Working Group and TC 440 joint meeting 29/09/2020

Participants: Working group members of eProcurement Ontology and TC 440

TTC440 explains it was in the early process of establishing an eProcurement terminology to be used by each specification that needed a term. TC440 recognizes the eProcurement ontology and therefore their deliverables intend to align with the eProcurement Ontology. This meeting aimst to set an organization that ensures this alignment. The proposed idea is to reuse the definitions developed by the eProcurement Ontology instead of creating a competing activity to establish a competing terminology.

The OP presents the eProcurement ontology. OP explains that the eProcurement ontology aims to cover the whole life cycle of the procurement from eNotification to eInvocing. Currently, the eProcurement ontology development is limited to the eNotification but this phase provides the backbone of information from the rest of the procurement phases. Presentlly the eProcurement ontology defines the terms and definitions of the data that is needed in the eNotification phase. A human-readable representation (a conceptual model) of the ontology depicting its concepts and how they interrelate has been created and it is publicly available for consultation. Recently the team created the OWL and SHACL files that provide a machine-readable representation of the conceptual data model.

OP explains that the work produced for the ontology has been checked through the mapping to eForms, ensuring that the eForm business terms are mappable in the eProcurement Ontology. There is another project that is the mapping to the current TED forms. This work is not complete but should be finished by the end of this year.

The ontology is built on the eProcurement directives so its focus is European and B2G, even though B2B has been taken into account in the fact that the Buyer can be a business. The ontology uses ccts components. OP indicates that all the related information and files of the ontology are publicly available on GitHub.

The OP presents the roadmap. It started with producing the Glossary. The eNotification phase is planned to be finished by the end of 2020. Then the plan is to start the eAccess phase. OP indicates that the roadmap is presented in the following order but it can be changed according to different needs.

OP explains how to access the different files related to the eProcurement Ontology. OP also presents the HTML version of the conceptual model and the different diagrams that represent the ontology, and how the classes, code lists, and attributes of a class are represented in the model. OP shows an example of how the definition of a class and attribute is defined in the model.

TC440 asks OP that if the Ontology is based on the directives it means that the Ontology is focused on public procurement. OP indicates that the Ontology is focused on public procurement, but it can be extended in a larger scope.

Cécile Guasch explains the reasons for using the eProcurement Ontology and the rationale of the eProcurement Ontology: 1. Reuse terms and models defined by the eProcurement Ontology (ensure that legislation is consistently taken into consideration, the work done by the eProcurement Ontology working group is highly resource intensive); 2. Adopt the same methodology (the activity started from a conceptual model which has been improved and updated with the working group); 3. Feed the eProcurement Ontology (change request, new concept).

The proposal is that the WG from the different projects can take the current version of the model, the v2.0.2, which is being evolved and request to the eProcurement Ontology WG the extension or creation of definitions for some concepts. The approach consists in the steps listed below:

  • Identify the information elements of CWA transaction specification that can be found in the eProcurement ontology.

  • Check for coherence of meaning of the common subset

  • Identify gap and for the gap solve following 3 items:

    1. Propose change requests to the eProcurement ontology: To update existing elements of the ontology To create new elements (concepts, property or attribute)

    2. Propose specialization or extension of the eProcurement ontology

    3. Meet with the eProcurement ontology to discuss the proposal to solve the gap and the Change requests

  • Refer to the eProcurement ontology elements in the specifications also copying the definition of the term.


_Task brief_
Locate each line below that includes "element" and reproduce it.

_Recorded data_
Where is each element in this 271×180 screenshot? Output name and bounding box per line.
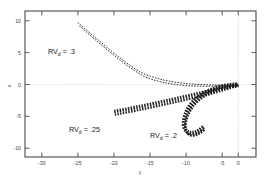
x-tick-label-0: -30 [38, 160, 46, 166]
annotation-rvd-025: RVd = .25 [69, 125, 100, 135]
y-tick-label-4: -10 [14, 145, 22, 151]
y-tick-label-3: -5 [16, 113, 21, 119]
annotation-rvd-03: RVd = .3 [48, 47, 75, 57]
x-tick-label-3: -15 [146, 160, 154, 166]
y-tick-label-1: 5 [18, 50, 21, 56]
x-tick-label-1: -25 [74, 160, 82, 166]
figure-background [0, 0, 271, 180]
annotation-rvd-02: RVd = .2 [150, 131, 177, 141]
y-axis-title: x [6, 84, 12, 87]
x-tick-label-2: -20 [110, 160, 118, 166]
plot-figure: -30 -25 -20 -15 -10 -5 0 10 5 0 -5 -10 y… [0, 0, 271, 180]
x-tick-label-6: 0 [237, 160, 240, 166]
x-axis-title: y [139, 169, 142, 175]
y-tick-label-2: 0 [18, 82, 21, 88]
x-tick-label-4: -10 [182, 160, 190, 166]
y-tick-label-0: 10 [15, 18, 21, 24]
x-tick-label-5: -5 [220, 160, 225, 166]
chart-canvas: -30 -25 -20 -15 -10 -5 0 10 5 0 -5 -10 y… [0, 0, 271, 180]
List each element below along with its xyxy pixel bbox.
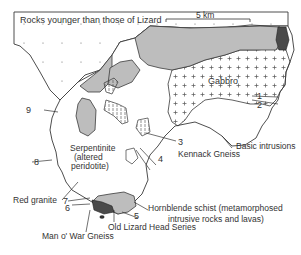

_Output below_
Where is each element in this 271×180 screenshot? Output name and bounding box per line.
List each element below along with its xyxy pixel bbox.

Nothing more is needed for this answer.